#& it must be scary to see a devout follower so thoroughly betrayed as that idk. But also to see your unworshipping self so clearly used as
Explore tagged Tumblr posts
child-of-hurin · 8 months ago
Text
“And the main house [of the Kallicertes estate]?” “Burn it.” (...) “Tear the buildings to the ground,” said Irene. “Cut down every tree, grub up every living thing. There is to be no stone unturned. And when you’re done, pile the wood into whatever remains of the house, and then I want it to burn. I want it to burn for days.” (...) “Relius,” she said, calling her adviser back from the doorway.
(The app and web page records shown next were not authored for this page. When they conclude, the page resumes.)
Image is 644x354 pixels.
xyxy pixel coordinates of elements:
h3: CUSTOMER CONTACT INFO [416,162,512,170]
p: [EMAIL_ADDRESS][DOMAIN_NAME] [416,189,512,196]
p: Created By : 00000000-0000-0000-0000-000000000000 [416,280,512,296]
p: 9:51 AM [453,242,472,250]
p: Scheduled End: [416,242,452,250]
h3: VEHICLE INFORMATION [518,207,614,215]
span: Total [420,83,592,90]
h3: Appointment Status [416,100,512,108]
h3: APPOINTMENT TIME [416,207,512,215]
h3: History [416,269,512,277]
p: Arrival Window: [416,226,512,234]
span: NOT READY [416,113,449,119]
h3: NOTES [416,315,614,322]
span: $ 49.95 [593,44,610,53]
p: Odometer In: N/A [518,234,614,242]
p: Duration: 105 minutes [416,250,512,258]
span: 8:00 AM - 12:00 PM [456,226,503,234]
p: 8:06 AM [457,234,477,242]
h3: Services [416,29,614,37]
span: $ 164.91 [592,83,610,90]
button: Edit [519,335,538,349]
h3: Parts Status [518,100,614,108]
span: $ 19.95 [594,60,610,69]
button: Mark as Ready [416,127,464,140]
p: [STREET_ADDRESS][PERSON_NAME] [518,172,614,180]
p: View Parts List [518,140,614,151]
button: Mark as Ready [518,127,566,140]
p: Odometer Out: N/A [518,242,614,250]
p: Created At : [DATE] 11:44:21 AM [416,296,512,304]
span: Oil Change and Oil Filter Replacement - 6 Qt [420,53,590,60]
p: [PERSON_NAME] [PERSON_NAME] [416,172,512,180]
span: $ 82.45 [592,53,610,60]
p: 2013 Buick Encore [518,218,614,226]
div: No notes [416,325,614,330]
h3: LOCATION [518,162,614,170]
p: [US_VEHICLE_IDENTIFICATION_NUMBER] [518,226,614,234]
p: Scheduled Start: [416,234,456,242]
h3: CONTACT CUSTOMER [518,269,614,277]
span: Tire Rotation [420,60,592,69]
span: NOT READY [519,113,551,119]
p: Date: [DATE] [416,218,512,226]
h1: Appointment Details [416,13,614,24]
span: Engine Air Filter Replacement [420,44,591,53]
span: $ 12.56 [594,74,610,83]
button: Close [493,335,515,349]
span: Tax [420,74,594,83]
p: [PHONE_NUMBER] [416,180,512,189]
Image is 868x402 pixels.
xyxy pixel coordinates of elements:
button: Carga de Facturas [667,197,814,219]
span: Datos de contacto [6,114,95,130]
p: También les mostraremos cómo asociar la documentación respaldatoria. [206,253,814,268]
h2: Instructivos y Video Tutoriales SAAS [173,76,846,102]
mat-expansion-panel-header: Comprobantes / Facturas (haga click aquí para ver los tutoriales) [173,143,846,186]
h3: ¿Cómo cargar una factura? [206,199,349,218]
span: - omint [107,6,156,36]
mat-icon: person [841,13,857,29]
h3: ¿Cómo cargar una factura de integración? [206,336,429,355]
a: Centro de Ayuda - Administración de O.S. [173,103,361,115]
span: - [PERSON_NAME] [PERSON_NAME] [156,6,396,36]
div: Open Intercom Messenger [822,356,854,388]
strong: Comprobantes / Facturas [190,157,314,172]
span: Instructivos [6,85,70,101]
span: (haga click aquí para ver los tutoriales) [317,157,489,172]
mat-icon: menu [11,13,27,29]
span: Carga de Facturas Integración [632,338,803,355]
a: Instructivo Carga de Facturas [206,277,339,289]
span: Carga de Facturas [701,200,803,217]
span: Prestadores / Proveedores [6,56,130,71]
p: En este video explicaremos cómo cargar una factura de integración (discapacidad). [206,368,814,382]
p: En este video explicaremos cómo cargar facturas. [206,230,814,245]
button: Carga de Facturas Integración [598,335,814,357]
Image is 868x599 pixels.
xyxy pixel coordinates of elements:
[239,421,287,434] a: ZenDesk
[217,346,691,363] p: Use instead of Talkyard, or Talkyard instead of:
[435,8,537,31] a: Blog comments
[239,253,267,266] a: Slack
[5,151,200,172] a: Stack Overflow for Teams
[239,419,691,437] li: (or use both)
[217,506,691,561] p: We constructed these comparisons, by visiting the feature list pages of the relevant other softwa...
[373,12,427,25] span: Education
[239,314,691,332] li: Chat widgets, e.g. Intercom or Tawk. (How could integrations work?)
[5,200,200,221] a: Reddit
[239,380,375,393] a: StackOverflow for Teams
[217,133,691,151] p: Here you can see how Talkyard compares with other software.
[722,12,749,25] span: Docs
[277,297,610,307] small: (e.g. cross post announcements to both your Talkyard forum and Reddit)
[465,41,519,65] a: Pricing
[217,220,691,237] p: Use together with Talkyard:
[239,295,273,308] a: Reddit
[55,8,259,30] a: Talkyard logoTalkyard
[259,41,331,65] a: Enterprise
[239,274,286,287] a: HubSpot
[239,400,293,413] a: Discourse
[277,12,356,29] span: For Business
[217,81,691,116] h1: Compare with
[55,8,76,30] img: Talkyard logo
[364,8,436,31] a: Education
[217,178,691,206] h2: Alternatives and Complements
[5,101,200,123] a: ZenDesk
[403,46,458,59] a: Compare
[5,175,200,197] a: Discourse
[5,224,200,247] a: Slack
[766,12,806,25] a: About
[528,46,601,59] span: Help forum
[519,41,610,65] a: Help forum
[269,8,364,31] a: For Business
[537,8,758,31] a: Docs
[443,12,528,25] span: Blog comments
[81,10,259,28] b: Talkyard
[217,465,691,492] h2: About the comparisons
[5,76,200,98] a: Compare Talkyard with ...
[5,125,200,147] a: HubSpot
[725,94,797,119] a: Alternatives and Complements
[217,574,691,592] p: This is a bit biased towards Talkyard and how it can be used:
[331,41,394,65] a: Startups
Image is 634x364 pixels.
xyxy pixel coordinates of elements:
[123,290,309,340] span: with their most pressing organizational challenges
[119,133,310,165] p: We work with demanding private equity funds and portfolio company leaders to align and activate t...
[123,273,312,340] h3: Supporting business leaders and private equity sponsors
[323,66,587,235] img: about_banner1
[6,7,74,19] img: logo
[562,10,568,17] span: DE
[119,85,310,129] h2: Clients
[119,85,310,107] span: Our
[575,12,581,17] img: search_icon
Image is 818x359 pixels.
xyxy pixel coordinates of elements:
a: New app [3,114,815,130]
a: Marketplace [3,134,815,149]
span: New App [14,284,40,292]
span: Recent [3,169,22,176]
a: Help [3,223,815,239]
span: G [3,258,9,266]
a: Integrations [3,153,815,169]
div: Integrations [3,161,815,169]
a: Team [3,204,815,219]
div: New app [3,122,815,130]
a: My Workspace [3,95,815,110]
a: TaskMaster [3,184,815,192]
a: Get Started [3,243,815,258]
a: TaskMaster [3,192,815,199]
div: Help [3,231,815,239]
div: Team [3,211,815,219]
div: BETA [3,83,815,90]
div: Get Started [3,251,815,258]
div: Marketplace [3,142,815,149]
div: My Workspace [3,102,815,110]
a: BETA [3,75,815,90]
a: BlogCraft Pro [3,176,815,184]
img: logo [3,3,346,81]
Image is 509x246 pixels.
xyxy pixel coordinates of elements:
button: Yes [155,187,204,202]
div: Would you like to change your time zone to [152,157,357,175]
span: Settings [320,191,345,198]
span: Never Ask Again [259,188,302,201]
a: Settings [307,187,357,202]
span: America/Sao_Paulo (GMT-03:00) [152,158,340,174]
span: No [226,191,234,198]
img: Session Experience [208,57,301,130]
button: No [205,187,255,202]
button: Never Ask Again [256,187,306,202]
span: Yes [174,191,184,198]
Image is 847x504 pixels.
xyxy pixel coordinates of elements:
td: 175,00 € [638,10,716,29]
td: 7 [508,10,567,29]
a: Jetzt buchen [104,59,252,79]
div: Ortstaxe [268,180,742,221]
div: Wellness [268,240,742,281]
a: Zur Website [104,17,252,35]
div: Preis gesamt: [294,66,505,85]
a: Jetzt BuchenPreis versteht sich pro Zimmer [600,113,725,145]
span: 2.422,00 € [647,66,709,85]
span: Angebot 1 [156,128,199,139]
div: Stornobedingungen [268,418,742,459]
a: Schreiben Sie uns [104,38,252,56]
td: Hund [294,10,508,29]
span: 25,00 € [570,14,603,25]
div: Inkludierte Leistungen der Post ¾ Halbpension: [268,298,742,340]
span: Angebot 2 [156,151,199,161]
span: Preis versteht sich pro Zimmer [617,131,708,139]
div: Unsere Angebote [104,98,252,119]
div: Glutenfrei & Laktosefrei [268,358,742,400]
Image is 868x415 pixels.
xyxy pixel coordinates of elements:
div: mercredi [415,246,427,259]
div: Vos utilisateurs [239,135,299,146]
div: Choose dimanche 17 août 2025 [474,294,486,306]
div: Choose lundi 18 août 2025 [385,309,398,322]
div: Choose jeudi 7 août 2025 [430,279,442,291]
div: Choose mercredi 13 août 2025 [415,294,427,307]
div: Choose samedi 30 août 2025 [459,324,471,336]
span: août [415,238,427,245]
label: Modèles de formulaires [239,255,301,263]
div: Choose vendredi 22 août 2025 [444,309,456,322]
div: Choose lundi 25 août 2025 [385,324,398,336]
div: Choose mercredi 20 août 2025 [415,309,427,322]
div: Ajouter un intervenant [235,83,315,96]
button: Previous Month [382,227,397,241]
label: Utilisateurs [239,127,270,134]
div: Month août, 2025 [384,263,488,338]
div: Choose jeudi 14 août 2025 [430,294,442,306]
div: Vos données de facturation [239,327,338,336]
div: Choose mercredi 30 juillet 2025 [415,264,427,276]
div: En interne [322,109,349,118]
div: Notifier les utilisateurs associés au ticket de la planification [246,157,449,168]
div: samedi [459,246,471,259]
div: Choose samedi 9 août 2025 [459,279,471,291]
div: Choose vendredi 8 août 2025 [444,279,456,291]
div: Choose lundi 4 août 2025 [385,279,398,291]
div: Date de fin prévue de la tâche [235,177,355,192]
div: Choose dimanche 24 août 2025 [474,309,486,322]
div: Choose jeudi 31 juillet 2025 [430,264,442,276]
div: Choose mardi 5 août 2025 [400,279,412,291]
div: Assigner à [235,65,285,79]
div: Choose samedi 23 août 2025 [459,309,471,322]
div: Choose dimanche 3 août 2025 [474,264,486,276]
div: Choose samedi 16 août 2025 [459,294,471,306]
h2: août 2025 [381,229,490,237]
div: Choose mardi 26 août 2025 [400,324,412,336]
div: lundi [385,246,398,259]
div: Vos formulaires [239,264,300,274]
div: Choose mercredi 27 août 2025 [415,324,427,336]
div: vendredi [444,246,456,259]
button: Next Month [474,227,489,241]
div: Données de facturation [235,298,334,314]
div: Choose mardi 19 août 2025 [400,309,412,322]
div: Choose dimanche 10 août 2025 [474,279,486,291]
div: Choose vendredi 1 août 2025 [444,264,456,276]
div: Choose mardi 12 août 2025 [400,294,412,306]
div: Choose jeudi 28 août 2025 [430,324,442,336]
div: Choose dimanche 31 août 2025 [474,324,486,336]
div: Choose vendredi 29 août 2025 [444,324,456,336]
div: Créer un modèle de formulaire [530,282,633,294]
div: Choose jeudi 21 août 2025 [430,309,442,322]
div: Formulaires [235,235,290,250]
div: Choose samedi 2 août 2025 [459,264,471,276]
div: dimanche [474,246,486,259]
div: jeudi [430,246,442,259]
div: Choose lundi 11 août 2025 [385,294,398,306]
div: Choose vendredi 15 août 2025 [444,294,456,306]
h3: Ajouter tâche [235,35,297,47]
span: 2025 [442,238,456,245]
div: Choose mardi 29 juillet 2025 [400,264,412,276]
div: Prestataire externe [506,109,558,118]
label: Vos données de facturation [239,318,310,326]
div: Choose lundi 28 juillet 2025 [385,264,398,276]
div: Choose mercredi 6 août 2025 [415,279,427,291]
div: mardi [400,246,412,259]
She’d been staring out the window so long, he’d quietly excused himself. “There’s a bank of coleus along the east side of the garden.” “Yes, my queen?” “Leave it untouched.”
— "Burning Down the House of Kallicertes" in Moira's Pen (2022)
QoA (pre-RotT?) Irene is so conscious of her own contempt to the notion of worship — she calls what she gives the New Gods "lip service," and once the presence of the Old Gods is revealed to her, instead of anything akin to awe, what she develops towards them is a sense of... resentment? Mistrust? Presumably due to their betrayal of Eugenides, whose devotion she witnesses firsthand in her prison*
This passage of the short story is so striking — her destruction of the actual, physical house of Kallicertes is explicitly motivated by personal revenge; it happens by decree, by the power of her word...and then, just as personally motivated, this command to spare the coleus plants that were her only allies. This expression of gratitude, like the expression of anger that preceded it, is so unpragmatic and sentimental and final — there's at the same time a feeling of humane and of divine in it...I just love it.